Sometimes Chazal make drashot on a word that you just find totally implausible. Like on daf 10b of Ketuboth they say that the term Almana- Widow- is based on the word Maneh- the amount of money an widow receives in her Ketubah if she remarries (as opposed to the double portion – maataim- that the virgin receives).

Are they for real or is it just a cute mnemonic device that happens to linguistically work out?

Thankfully the gemarah expresses the same consternation. When the word Alamana appears in the  Torah, it wasn’t known that the Rabbis would later institute this kind of Ketubah, with this specific amount. To me this is another way of saying that creative linguistics shouldn’t work backwards; you can’t assume origin from the current usage or the current value assigned. Other voices in the gemarah quiet the question by citing additional locations where the language employed by the Tanach seems to reflect a reality much later than its period of composition.

Now I’m getting into Biblical Criticism and that’s not a place I feel comfortable going….. Just want to say that while the Rabbis play with language, and imbue words with multiple meanings from multiple periods of history- granting the word  a timeless power- I also think they are winking at us, aware of the elegant word games they are playing.


 

The week of Yom Haatzmaut, as I prepare a shiur on whether one should say Hallel to celebrate the founding of the State, the police are blowing up a Chefetz Chashud outside my window.

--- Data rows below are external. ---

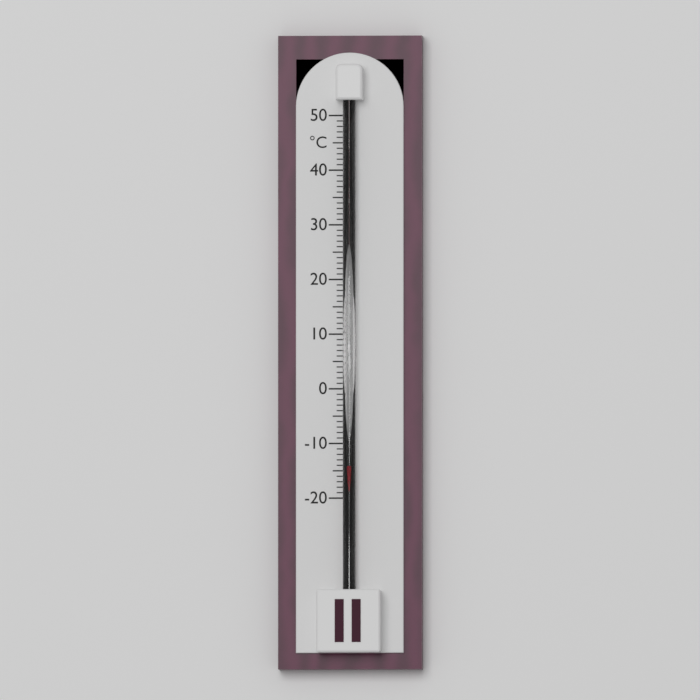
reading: -14 °C
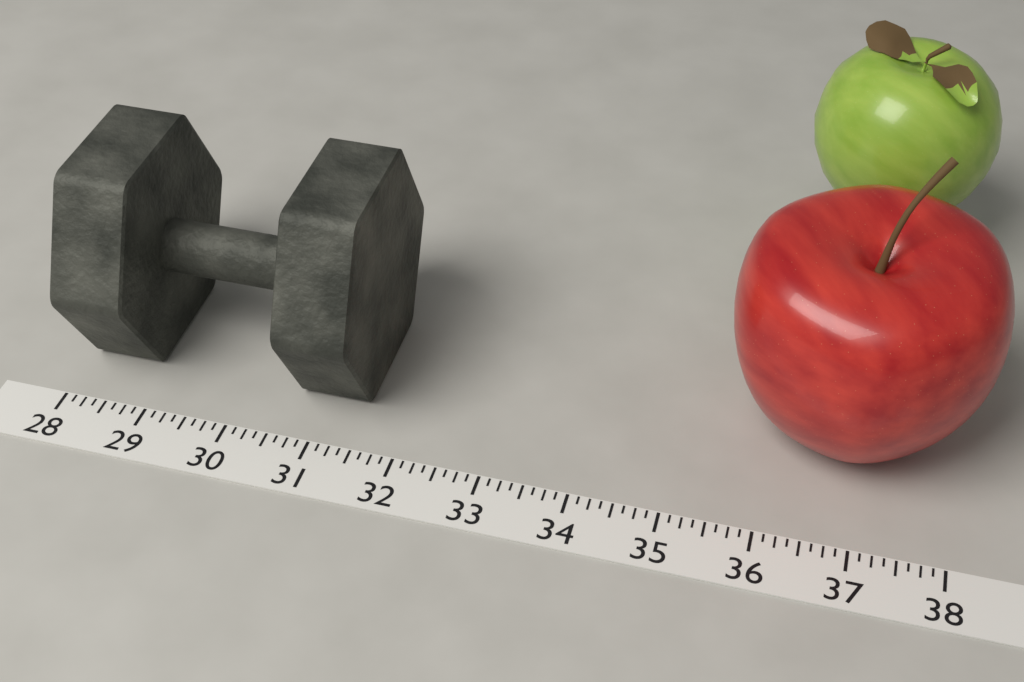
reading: 31.500 (no unit)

First I hear a cop speaking into an intercom telling people not to cross the police line, but that could just be the end of a Hachnasat sefer torah or a street fair, which are frequent in the neighborhood.  But then I hear the sound of the police robot shooting into a chefetz chashud, blowing up a suspicious object that might be a bomb. They are unmistakable loud tight targeted shots.

I am forced to think about Rav Ovadiah’s claim that the miracle of the founding of the state is incomplete; that we can’t say Hallel on a country that still isn’t safe and secure, to the extent that there are suspicions of bombs on a quiet residential street. I think of his claim that we can’t say Hallel over a war that was so bloody and the limbo state in which we are still suffering casualties.

But then I see, in the lamplight, the silhouette of the policeman in his bulky ephod, proud as a Cohen Gadol, saunter down the street. He takes off his helmet and tells the people on the sidewalk they are free to walk down the street. There is something in his swagger, in his pride to sound the all clear to the neighborhood children, that reassures me. With all its dangers and shortcomings, this is our country and we take care of each other here, and that is reason enough for me to say Hallel.


 

To day is Yom Hashoah, Holocaust remembrance day. The siren sounded at 10:00 am for a moment of silence where people even stop in the highway to stand at attention. It is such an Israeli way to commemorate. It is the sound of war, a call to war to defensive stance, to miluim, to bomb shelters. It is not a sad sound, it is a fearful sound. Like at the seder where we are asked to relive the feeling of leaving Egypt, you too should feel like you lived through the holocaust and survived, you too should feel what it means to be in war to panic to think fast to make creative solutions to save yourself and to fight back.